Tony Farrell is a Canada Research Chair (Tier I) in Fish Physiology, Culture and Conservation and a Professor with a joint appointment in the Zoology Department and the Faculty of Land and Food Systems, UBC. His area of expertise is in integrative and comparative animal physiology as it relates to environmental extremes. He has worked on salmon migratory passage, exercise, handling stress and recovery, sustainable aquaculture and aquatic toxicology. He has particular expertise in salmon cardiorespiratory dynamics, oxygen supply to the heart, blood flow regulation, temperature tolerance and hypoxia tolerance.

Spawning migration of Pacific salmon and climate change elevated river temperatures during physically demanding spawning migrations have been repeatedly associated with adult mortality in Fraser River sockeye. In collaboration with Dr. Scott Hinch, Dr. Kristi Miller and Dr. Steve Cooke, Dr. Farrell has been looking at numerous aspects of the factors that are related to adult and, more recently, juvenile migration success. A central hypothesis was that a failed cardiac function triggers the cardiorespiratory collapse that is now well characterized at supra-optimal river temperatures that are being experienced in recent years. Included in the completed and ongoing projects are:

Dr. Farrell, in collaboration with Dr. Colin Brauner, explored the physiological impacts of parasitic sea lice on juvenile pink salmon just after they enter sea water at 0.3 g body mass. Their study focused on understanding the basic physiology of pink salmon as they enter seawater, artificially infecting fish in a controlled manner and testing subsequent performance for the next month, and studying physiological performance on fish captured with existing lice infections. Included in the completed projects, which are all published, are:

  • In experimental infection experiments, 1 sea louse did not kill a 0.3 g pink salmon, but maximum swimming performance and ionic regulation were impacted.
  • Even 0.3 g pink salmon are good at ridding themselves of infective stages of sea lice, something observed repeatedly previously, but never accounted for until very recently when sea lice impacts on pink salmon populations were modeled.
  • Once pink salmon reach about 0.5-0.7 g in body mass, the negative impact of 1 louse per fish is lost.

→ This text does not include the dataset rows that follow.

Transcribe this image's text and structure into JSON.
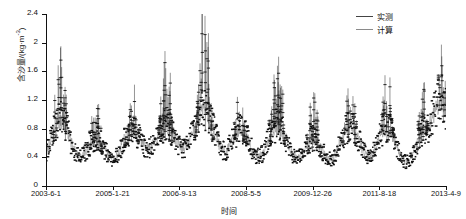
{
  "chart_data": {
    "type": "line",
    "title": "",
    "xlabel": "时间",
    "ylabel": "含沙量/(kg·m",
    "ylabel_sup": "-3",
    "ylabel_tail": ")",
    "ylim": [
      0,
      2.4
    ],
    "yticks": [
      "0",
      "0.4",
      "0.8",
      "1.2",
      "1.6",
      "2",
      "2.4"
    ],
    "ytick_values": [
      0,
      0.4,
      0.8,
      1.2,
      1.6,
      2,
      2.4
    ],
    "xticks": [
      "2003-6-1",
      "2005-1-21",
      "2006-9-13",
      "2008-5-5",
      "2009-12-26",
      "2011-8-18",
      "2013-4-9"
    ],
    "xtick_positions": [
      0.0,
      0.1667,
      0.3333,
      0.5,
      0.6667,
      0.8333,
      1.0
    ],
    "grid": false,
    "legend_position": "top-right",
    "series": [
      {
        "name": "实测",
        "style": "marker-line",
        "color": "#111111",
        "peaks": [
          {
            "center": 0.035,
            "peak": 1.72,
            "body": 0.9,
            "width": 0.028
          },
          {
            "center": 0.125,
            "peak": 1.1,
            "body": 0.62,
            "width": 0.026
          },
          {
            "center": 0.215,
            "peak": 1.32,
            "body": 0.74,
            "width": 0.028
          },
          {
            "center": 0.3,
            "peak": 1.75,
            "body": 0.8,
            "width": 0.028
          },
          {
            "center": 0.395,
            "peak": 2.32,
            "body": 1.02,
            "width": 0.03
          },
          {
            "center": 0.487,
            "peak": 1.33,
            "body": 0.74,
            "width": 0.026
          },
          {
            "center": 0.578,
            "peak": 1.7,
            "body": 0.8,
            "width": 0.028
          },
          {
            "center": 0.668,
            "peak": 1.14,
            "body": 0.62,
            "width": 0.026
          },
          {
            "center": 0.76,
            "peak": 1.52,
            "body": 0.8,
            "width": 0.028
          },
          {
            "center": 0.852,
            "peak": 1.46,
            "body": 0.78,
            "width": 0.026
          },
          {
            "center": 0.944,
            "peak": 1.22,
            "body": 0.66,
            "width": 0.026
          },
          {
            "center": 0.992,
            "peak": 2.12,
            "body": 1.05,
            "width": 0.02
          }
        ],
        "baseline": 0.04
      },
      {
        "name": "计算",
        "style": "line",
        "color": "#8a8a8a"
      }
    ]
  },
  "legend": {
    "items": [
      {
        "label": "实测",
        "color": "#444444"
      },
      {
        "label": "计算",
        "color": "#8a8a8a"
      }
    ]
  },
  "axes": {
    "y_title": "含沙量/(kg·m",
    "y_title_sup": "-3",
    "y_title_tail": ")",
    "x_title": "时间"
  }
}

Similarly, for 1 g pink salmon capture from the wild, swimming performance and ionic regulation were similar for fish with 1 louse and none.
  • Abrading skin on a 3 g pink salmon to an area 10X that caused by a typical louse infection had no significant effect on seawater.
  • Studies on the seawater preparedness of pink salmon show that they possess an innate smolt-window that peaks around the time of yolk absorption, which only partially triggers the necessary gill ion-regulatory enzymes. Seawater entry complete this process, perhaps explaining some of the early lifestage sensitivity to sea lice.

Select Presentation(s) / Publication(s):

Houde, Aimee Lee & Gunther, Oliver & Strohm, Jeffrey & Ming, Tobi & Li, Shaorong & Patterson, David & P Farrell, Anthony & G Hinch, Scott & Miller, Kristi. (2018). Discovery and validation of candidate smoltification gene expression biomarkers across multiple species and ecotypes of Pacific salmonids. 10.1101/474692.

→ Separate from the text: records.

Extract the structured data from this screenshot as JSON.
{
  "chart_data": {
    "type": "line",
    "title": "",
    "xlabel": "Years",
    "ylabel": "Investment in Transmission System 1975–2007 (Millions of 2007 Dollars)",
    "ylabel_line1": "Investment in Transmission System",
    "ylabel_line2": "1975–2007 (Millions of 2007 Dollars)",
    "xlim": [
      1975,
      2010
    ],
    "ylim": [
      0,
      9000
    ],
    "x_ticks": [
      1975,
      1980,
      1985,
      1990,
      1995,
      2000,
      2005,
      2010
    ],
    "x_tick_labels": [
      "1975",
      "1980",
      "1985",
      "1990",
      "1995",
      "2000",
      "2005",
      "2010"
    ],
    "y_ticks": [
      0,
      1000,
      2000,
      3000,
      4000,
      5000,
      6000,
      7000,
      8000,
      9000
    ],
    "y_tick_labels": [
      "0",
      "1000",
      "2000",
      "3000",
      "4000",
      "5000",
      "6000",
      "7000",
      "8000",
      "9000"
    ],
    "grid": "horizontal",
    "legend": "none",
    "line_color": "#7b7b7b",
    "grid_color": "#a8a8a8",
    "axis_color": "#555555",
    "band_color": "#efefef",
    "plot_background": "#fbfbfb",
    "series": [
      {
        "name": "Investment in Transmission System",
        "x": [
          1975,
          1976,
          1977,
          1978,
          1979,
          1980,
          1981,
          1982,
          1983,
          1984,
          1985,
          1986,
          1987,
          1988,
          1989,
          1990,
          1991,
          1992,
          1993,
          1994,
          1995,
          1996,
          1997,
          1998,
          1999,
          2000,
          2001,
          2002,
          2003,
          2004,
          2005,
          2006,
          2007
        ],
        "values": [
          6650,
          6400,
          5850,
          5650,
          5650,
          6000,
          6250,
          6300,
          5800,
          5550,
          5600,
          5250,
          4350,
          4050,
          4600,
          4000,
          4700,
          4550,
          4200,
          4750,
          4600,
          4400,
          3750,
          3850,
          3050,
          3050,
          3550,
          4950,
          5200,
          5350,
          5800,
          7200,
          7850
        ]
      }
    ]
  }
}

Anttila, Katja & P Farrell, Anthony & Patterson, David & G Hinch, Scott & Eliason, Erika. (2018). Cardiac SERCA activity in sockeye salmon populations: An adaptive response to migration conditions. Canadian Journal of Fisheries and Aquatic Sciences. 76. 10.1139/cjfas-2018-0334.

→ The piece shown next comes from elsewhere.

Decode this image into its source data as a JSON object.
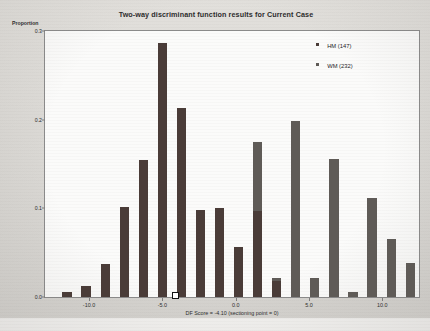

Mauduit, Florian & P. Farrell, Anthony & Domenici, Paolo & Lacroix, Camille & Le FLOCH, Stéphane & Lemaire, Philippe & Nicolas-Kopec, Annabelle & Whittington, Mark & Bayon, Nicolas & Zambonino-Infante, Jose & Claireaux, Guy. (2018). Assessing the long‐term effect of exposure to dispersant‐treated oil on fish health using hypoxia tolerance and temperature susceptibility as ecologically relevant biomarkers. Environmental Toxicology and Chemistry. 10.1002/etc.4271.

Clark, Timothy & Furey, Nathan & Rechisky, Erin & Gale, Marika & Jeffries, Kenneth & D. Porter, Aswea & T. Casselman, Matthew & Lotto, A.G. & Patterson, David & Cooke, Steven & P. Farrell, Anthony & Welch, David & Hinch, Scott. (2016). Tracking wild sockeye salmon smolts to the ocean reveals distinct regions of nocturnal movement and high mortality. Ecological Applications. 26. 959-978. 10.1890/15-0632.